Morning all. Feeling good in the Mid week. Let’s see how that affects the writing prompt. Timers set for fifteen minutes and lets see how this sentence unfolds.
Well i did put off my gardening chores this year…
Wednesday, December 13th: Temperatures dropped in the night.
Temperatures dropped in the night. By dawn’s light I could see that the garden went from lush and green to brown and desiccated. The leaves on the fig tree, once glossy and spread out like dinner plates, drooped low and looked like brown rags hanging from the tree limbs. They had not dried out as fall leaves often did, but looked like damp washing hung out to dry.
The grass was withered brown in spots and all around were the decimated bits of growth that were once my garden. This year summer extended well past the deadline and I hadn’t the heart to pull up plants that were still fruiting and producing. The day before I took in several small muckets of tomatoes and several large bowls of different sorts of peppers. Today I planned to turn the tomatoes into sauce and to string up the peppers to dry in my pantry.
Because I was still taking in the produce, I had not started my fall garden chores. Somehow fall never seemed to arrive. I shook my head and sipped my coffee as I looked over the frost wrought destruction. Today I would have no choice. What I picked the day before was all that I would get from this season. Anything left on vine or limb turned black with cold and would be unsalvageable.
While I planned to start with my produce in the morning, I knew that the garden itself needed to be my first priority. I finished my cup of coffee and dressed warmly. I stepped outside and pulled on my gardening gloves. The air was frosty and my feet crunched over the grass. In the places where the sun had risen enough to warm the earth a bit, the grass was simply wet instead of encased in a hard frosty shell.
I began my task of clearing the garden. I pulled decimated plants from the ground and shook out the cold earth. The frost was severe enough to kill the tender greens but it wasn’t hard enough to freeze the dirt into a solid lump. I suspected that time wasn’t too far away however and that this might be my last chance to pull up the spent plants without having to fight frozen ground.
I warmed as I worked but the air around me didn’t. The direct sunlight was enough to warm the grass where it touched but where shadows remained so did the frost. ‘I guess we skipped fall,’ I thought. Here this sort of frost was the first sign that fall was gone and winter was now creeping in. As the day before I wore short sleeves and shorts while running around to pick the last of the garden produce, today I was shivering in jeans and a sweatshirt, only my own movements keeping me warm.
‘An entire season missed.’
Somehow, I wasn’t surprised. It felt like something randomly took chunks out of my entire year this year. I know things got done. I hadn’t missed any deadlines, but things kept happening and in between my regularly scheduled life there were moments of emergency where I just did what needed to be done. Looking back, I couldn’t tell anyone what they were. I couldn’t recount my actions. I only know that everything was taken care of. It was like those days were missing in my mind. That nature chose this year to swallow a whole season somehow didn’t come as a surprise.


- Work task -
Copy each line below as it stands, but skip any picture it contains.

Dataset entries:
******************************
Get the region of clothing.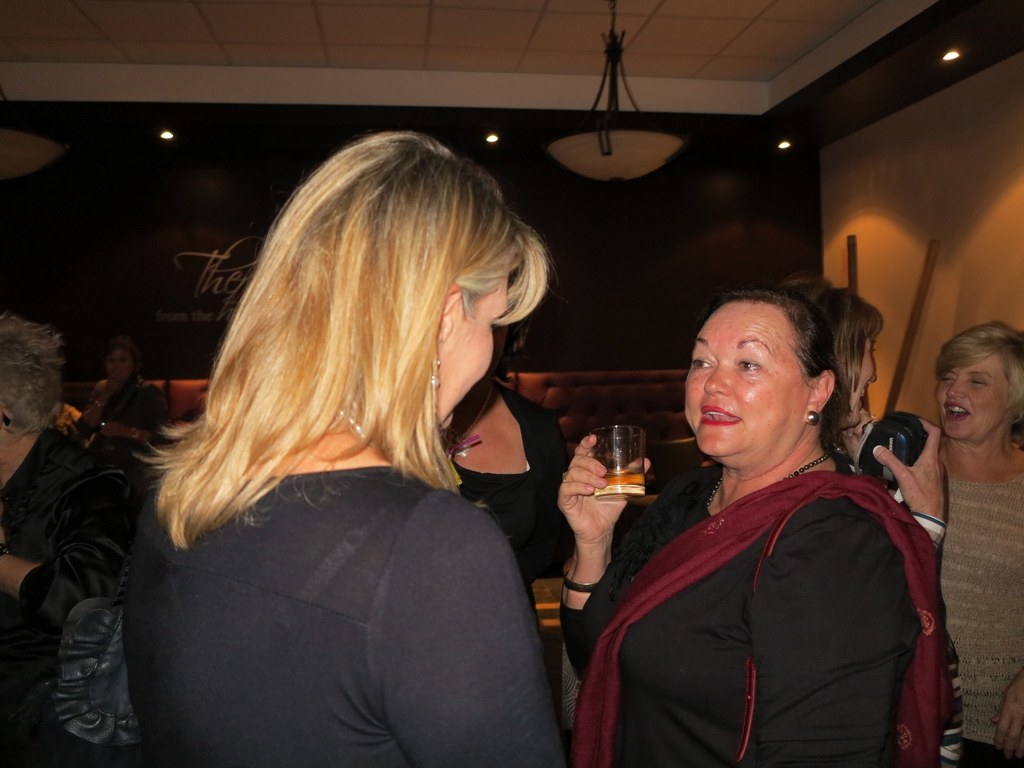
[442, 376, 575, 607].
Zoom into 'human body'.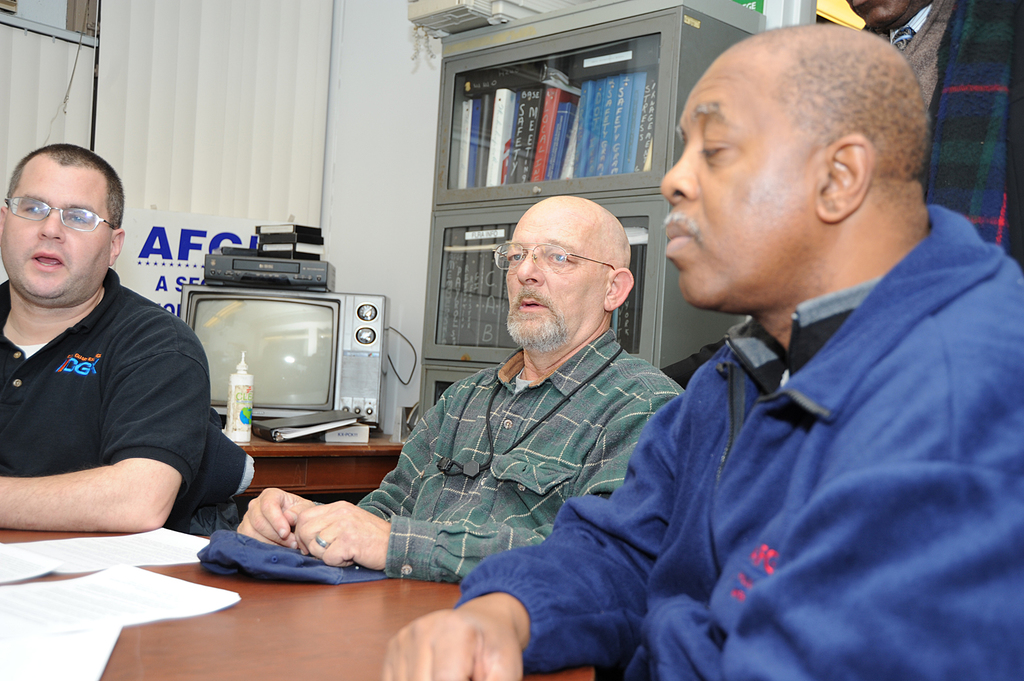
Zoom target: {"x1": 234, "y1": 331, "x2": 690, "y2": 588}.
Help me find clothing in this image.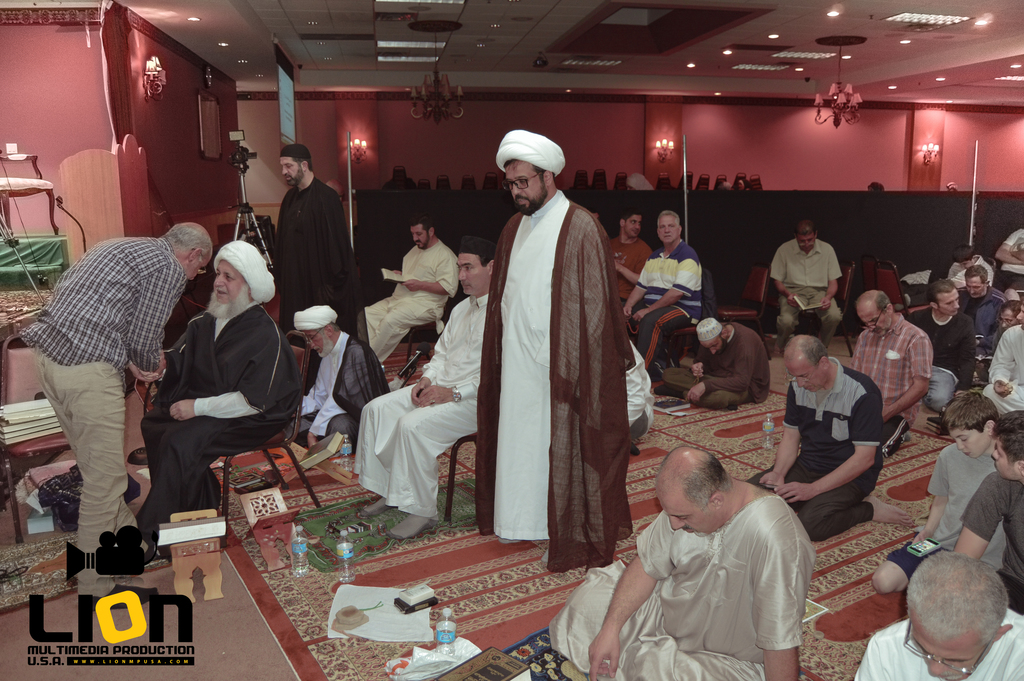
Found it: [x1=353, y1=231, x2=463, y2=375].
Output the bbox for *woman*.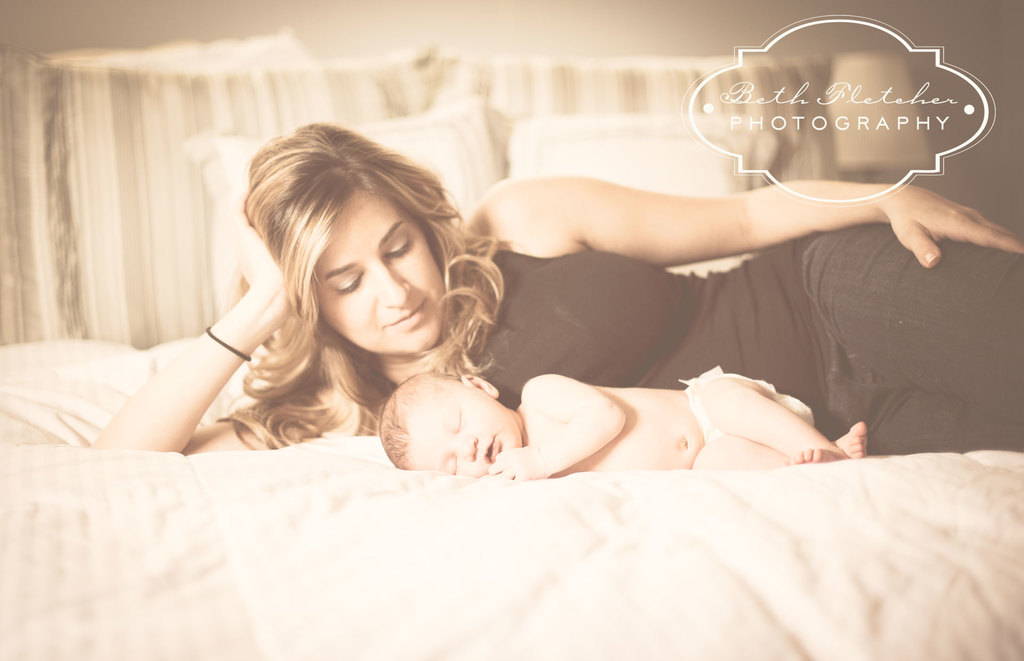
bbox=(88, 123, 1021, 456).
******************************
- Exercise result -
Get the region of clothing.
[442, 376, 575, 607].
Zoom into 'human body'.
Zoom target: {"x1": 234, "y1": 331, "x2": 690, "y2": 588}.
Help me find clothing in this image.
Found it: [x1=353, y1=231, x2=463, y2=375].
Output the bbox for *woman*.
bbox=(88, 123, 1021, 456).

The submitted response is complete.